We are all in this together. Groundwater is critical for California, particularly in dry years when it provides up to 60% of the water supply for farms and people.  But a recent Stanford Water in the West publication, “Mind the Gaps: The Case for Truly Comprehensive Sustainable Groundwater Management,” finds that the groundwater management act currently protects less than 2% of our groundwater. While it covers those groundwater basins where the vast majority of pumping occurs today, it does not protect many important groundwater sources. This leaves the majority of our groundwater at risk of over-pumping, now and in the future, with no state oversight to safeguard rural domestic wells, sensitive habitats and other beneficial uses of water.

The Sustainable Groundwater Management Act claims to protect all groundwater. In practice, however, it authorizes local management only in “basins” that the Department of Water Resources defines and inventories in a technical document titled “California’s Groundwater,” (formally “Bulletin 118”). The groundwater act, moreover, requires local management only in those basins that the department ranks as high or medium priority. How the Department of Water Resources defines and prioritizes basins is therefore critical to the groundwater act’s effectiveness.

Until now the department has inventoried only large alluvial basins, primarily found in the Central Valley and in coastal counties such as Santa Cruz, Monterey, Ventura and Los Angeles. While this covers the most populous and agriculturally-intensive regions, it does not protect beneficial uses of groundwater that lie outside these alluvial basins.
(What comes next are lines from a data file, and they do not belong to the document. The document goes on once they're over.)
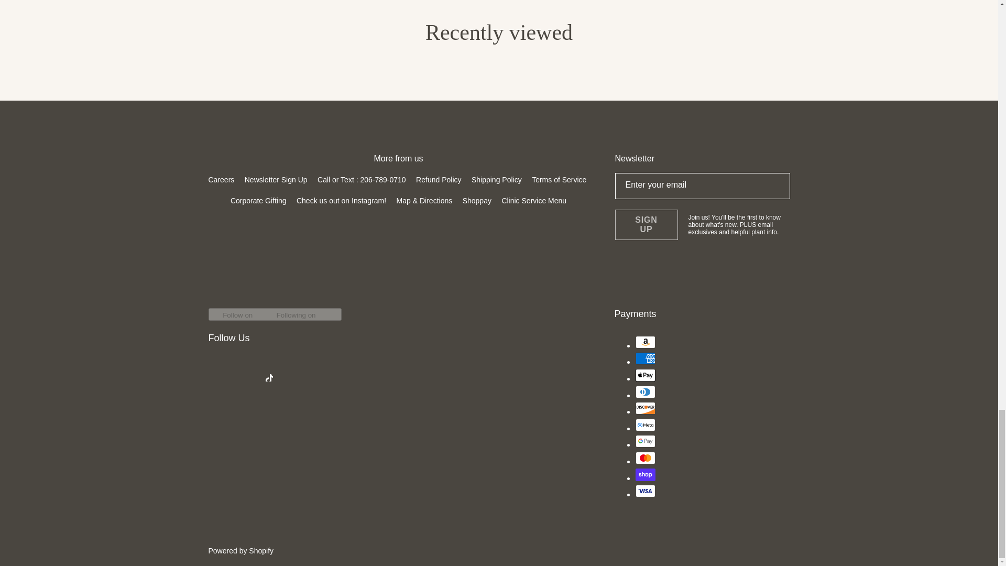  I want to click on Diners Club, so click(644, 392).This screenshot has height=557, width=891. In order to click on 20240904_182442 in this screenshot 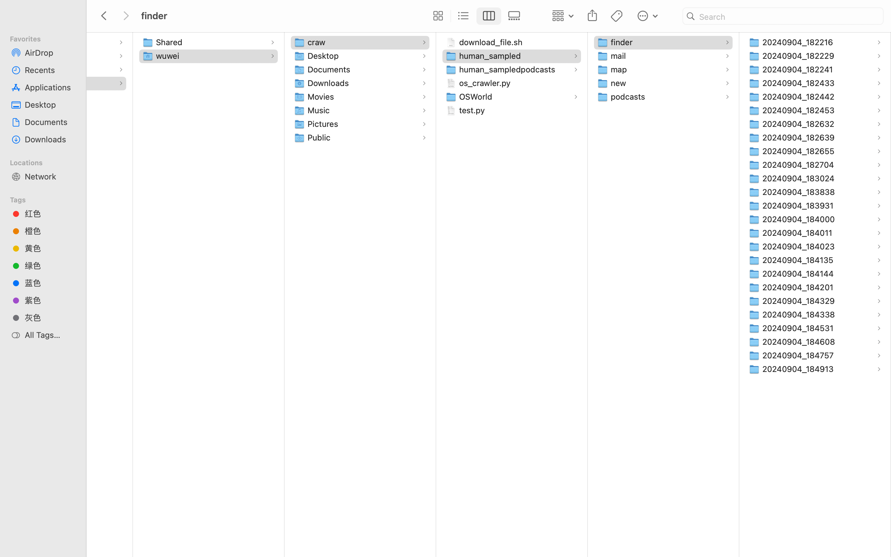, I will do `click(800, 96)`. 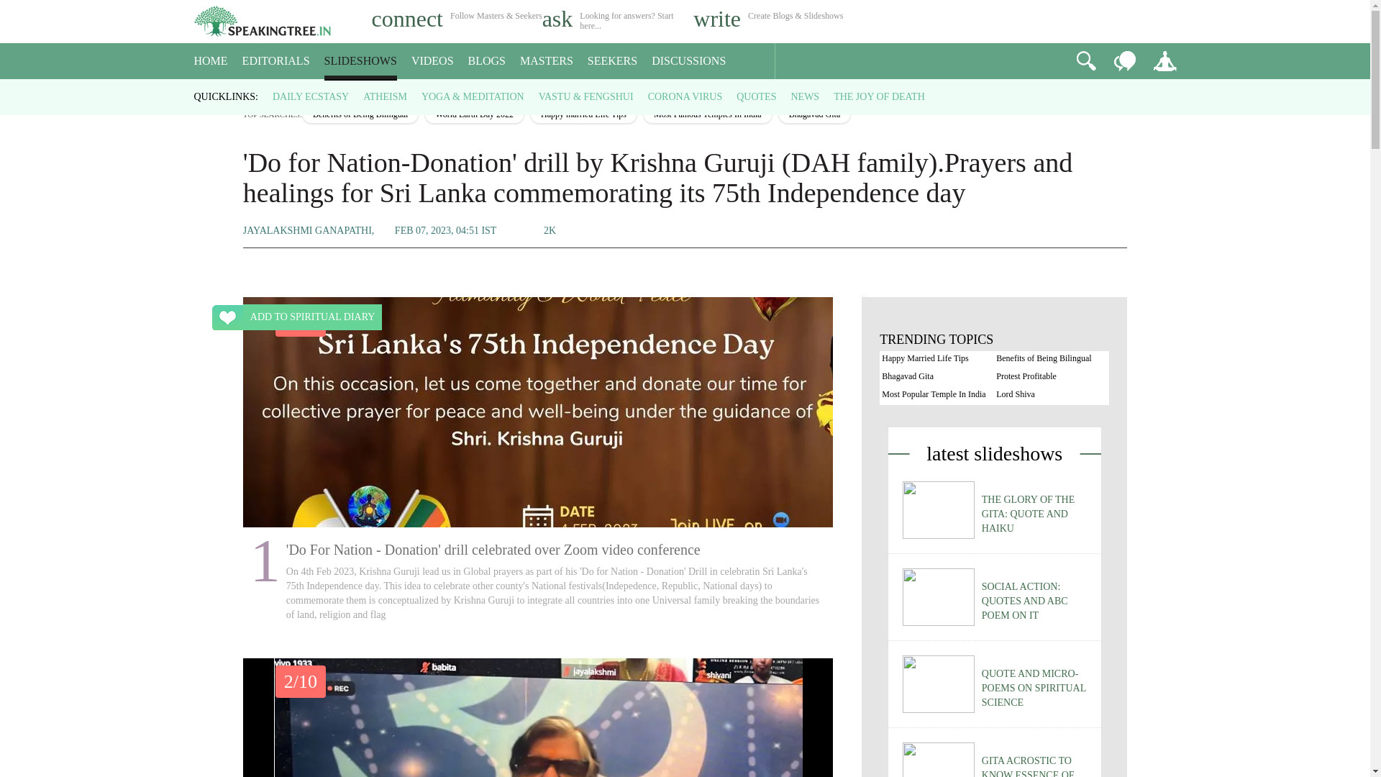 What do you see at coordinates (538, 717) in the screenshot?
I see `Humanity First !! We all ore ONE !!` at bounding box center [538, 717].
About 40% of all wells are found in the Coastal and Sierra mountains that overlie fractured rock or volcanic aquifers. While accounting for only 6% of the state’s total groundwater extractions, these wells can cumulatively deplete local streamflow and reduce local access to drinking water.

The Department of Water Resources has noted that wells in these areas experience reduced production in summer months when demand is greatest. Also, increased wildfire frequency and intensity over the past decade is raising concerns that groundwater deficits may be contributing to increasing water stress for forests. The Department of Water Resources, however, labels these regions as “non-basin areas,” denying groundwater act protection to the underlying aquifers. The Department of Water Resources also does not define alluvial basins in a way that guarantees protection of brackish groundwater, which is increasingly usable by farms and cities.

In setting basin priorities, the department currently focuses on the degree of human groundwater use. It awards higher priorities to basins with large populations, numbers of wells, acres of irrigated agriculture and groundwater reliance. As a result, local agencies are not required to develop groundwater sustainability plans for many remote desert basins that can be unsustainable at even low levels of pumping.

The Department of Water Resources currently has an opportunity to improve the groundwater act’s coverage via a new draft of California’s Groundwater (Bulletin 118) and is accepting public comments through April 26.

The Department of Water Resources should consider several changes. First, it could delineate fractured rock or volcanic aquifers into discrete basins using watershed boundaries. This would give local governments the authority to engage in sustainable management planning and practices. The department could similarly require that usable brackish groundwater be included in the delineation of alluvial basins. Finally, the department could increase the priority of basins that, despite low extraction levels, are still vulnerable to pumping impacts because of low natural recharge rates. This would ensure that basins most sensitive to pumping, such as desert basins, are actively managed.

California needs proactive policies and planning that can build a more resilient water future throughout our state.  The Department of Water Resources can and should enhance groundwater protection through changes to California’s groundwater law. If the Department of Water Resources does not act, the Legislature ultimately might need to amend or supplement the Sustainable Groundwater Management Act to close the existing gaps in coverage and ensure sustainability.